The row over the "dodgy dossier" errupted when Channel Four News disclosed that large chunks of No 10's supposedly authoritative report, "Iraq - its Infrastructure of Concealment, Deception and Intimidation" had been lifted word for word from this PhD thesis by Ibrahim al-Marashi entitled more conservatively, "Iraq's Security and Intelligence Network: A Guide and Analysis".

It was published in the American journal Meria in September last year and relied on information dating back to the first Gulf War.

The Government document was written by members of Alastair Campbell's "coalition information centre" in Downing Street.

It drew on "a number of sources, including intelligence material". But it omitted to credit Mr al-Marashi.

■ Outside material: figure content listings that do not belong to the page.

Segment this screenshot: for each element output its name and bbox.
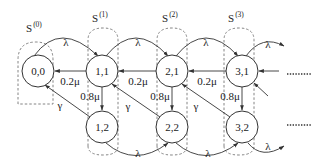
- edge-label: 0.8μ: [80, 90, 100, 102]
- edge-label: γ: [125, 100, 131, 112]
- edge-label: λ: [205, 147, 211, 159]
- node-label: 1,2: [95, 121, 109, 133]
- node-1-2: 1,2: [86, 111, 118, 143]
- edge-label: λ: [203, 36, 209, 48]
- markov-chain-diagram: S(0) S(1) S(2) S(3) λ λ λ λ 0.2μ 0.2μ 0.…: [0, 0, 321, 166]
- edge-label: λ: [135, 147, 141, 159]
- node-2-1: 2,1: [156, 55, 188, 87]
- node-3-2: 3,2: [226, 111, 258, 143]
- group-label: S(0): [26, 20, 42, 34]
- edge-label: λ: [265, 38, 271, 50]
- edge-label: λ: [135, 36, 141, 48]
- edge-label: 0.8μ: [150, 90, 170, 102]
- group-label: S(3): [228, 10, 244, 24]
- node-label: 1,1: [95, 65, 109, 77]
- node-0-0: 0,0: [22, 55, 54, 87]
- edge-label: 0.2μ: [197, 75, 217, 87]
- node-label: 3,2: [235, 121, 249, 133]
- node-2-2: 2,2: [156, 111, 188, 143]
- node-3-1: 3,1: [226, 55, 258, 87]
- edge-label: γ: [193, 100, 199, 112]
- edge-gamma-incoming-31: [254, 83, 268, 96]
- node-1-1: 1,1: [86, 55, 118, 87]
- edge-label: λ: [265, 140, 271, 152]
- group-label: S(1): [92, 10, 108, 24]
- edge-label: 0.2μ: [60, 75, 80, 87]
- edge-label: 0.2μ: [128, 75, 148, 87]
- node-label: 3,1: [235, 65, 249, 77]
- node-label: 2,2: [165, 121, 179, 133]
- node-label: 0,0: [31, 65, 45, 77]
- node-label: 2,1: [165, 65, 179, 77]
- edge-label: γ: [57, 99, 63, 111]
- group-label: S(2): [162, 10, 178, 24]
- edge-label: λ: [63, 36, 69, 48]
- edge-label: 0.8μ: [220, 90, 240, 102]
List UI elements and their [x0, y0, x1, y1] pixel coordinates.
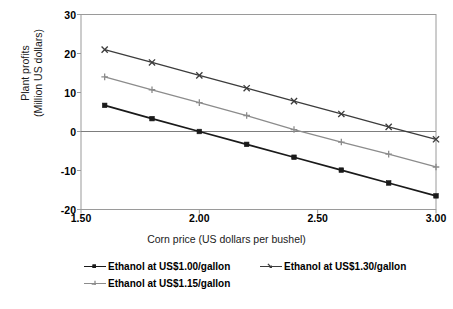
data-point-marker: [243, 112, 250, 119]
x-axis-tick-label: 1.50: [59, 212, 103, 224]
data-point-marker: [101, 74, 108, 81]
chart-figure: Plant profits (Million US dollars) 30201…: [0, 0, 453, 309]
series-1: [102, 47, 440, 143]
data-point-marker: [150, 116, 155, 121]
data-point-marker: [197, 129, 202, 134]
x-axis-tick-label: 2.50: [296, 212, 340, 224]
x-axis-tick-label: 2.00: [177, 212, 221, 224]
data-point-marker: [338, 139, 345, 146]
data-point-marker: [434, 194, 439, 199]
data-point-marker: [102, 103, 107, 108]
legend-marker-square-icon: [84, 261, 106, 272]
plot-frame: [81, 15, 436, 210]
legend-marker: [90, 262, 96, 268]
legend-marker: [90, 279, 96, 285]
legend-item-ethanol-130[interactable]: Ethanol at US$1.30/gallon: [260, 258, 436, 275]
legend-row-1: Ethanol at US$1.00/gallon Ethanol at US$…: [84, 258, 444, 275]
data-point-marker: [386, 181, 391, 186]
legend-row-2: Ethanol at US$1.15/gallon: [84, 275, 444, 292]
data-point-marker: [244, 142, 249, 147]
data-point-marker: [385, 151, 392, 158]
legend-marker: [266, 262, 272, 268]
data-point-marker: [149, 86, 156, 93]
series-line: [105, 50, 436, 140]
chart-legend: Ethanol at US$1.00/gallon Ethanol at US$…: [84, 258, 444, 292]
x-axis-tick-labels: 1.502.002.503.00: [0, 212, 453, 228]
legend-label-ethanol-115: Ethanol at US$1.15/gallon: [106, 278, 230, 289]
data-point-marker: [196, 99, 203, 106]
legend-item-ethanol-100[interactable]: Ethanol at US$1.00/gallon: [84, 258, 260, 275]
data-point-marker: [292, 155, 297, 160]
data-point-marker: [339, 168, 344, 173]
legend-label-ethanol-100: Ethanol at US$1.00/gallon: [106, 261, 230, 272]
legend-marker-cross-icon: [260, 261, 282, 272]
series-2: [101, 74, 439, 171]
data-point-marker: [433, 164, 440, 171]
x-axis-tick-label: 3.00: [414, 212, 453, 224]
series-0: [102, 103, 438, 198]
data-point-marker: [93, 264, 96, 267]
legend-item-ethanol-115[interactable]: Ethanol at US$1.15/gallon: [84, 275, 260, 292]
data-point-marker: [268, 263, 272, 267]
x-axis-title: Corn price (US dollars per bushel): [0, 233, 453, 245]
legend-marker-plus-icon: [84, 278, 106, 289]
legend-label-ethanol-130: Ethanol at US$1.30/gallon: [282, 261, 406, 272]
data-point-marker: [92, 280, 96, 284]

Downing Street admitted today there had been "an error of omission in the dossier, where we should have made the attribution clearer - those elements which came from intelligence sources and those elements which came from publicly available sources".

It's expected that both Alastair Campbell and Tony Blair will be called to give evidence to the Commons Intelligence Committee and the Foreign Affairs Committee when they investigate the Government's use of intelligence on Iraq in making the case for war.

But the Prime Minister and his strategy adviser will also be wondering which Labour MPs will rebel when the Conservatives attempt to force a vote on an independent enquiry later this week.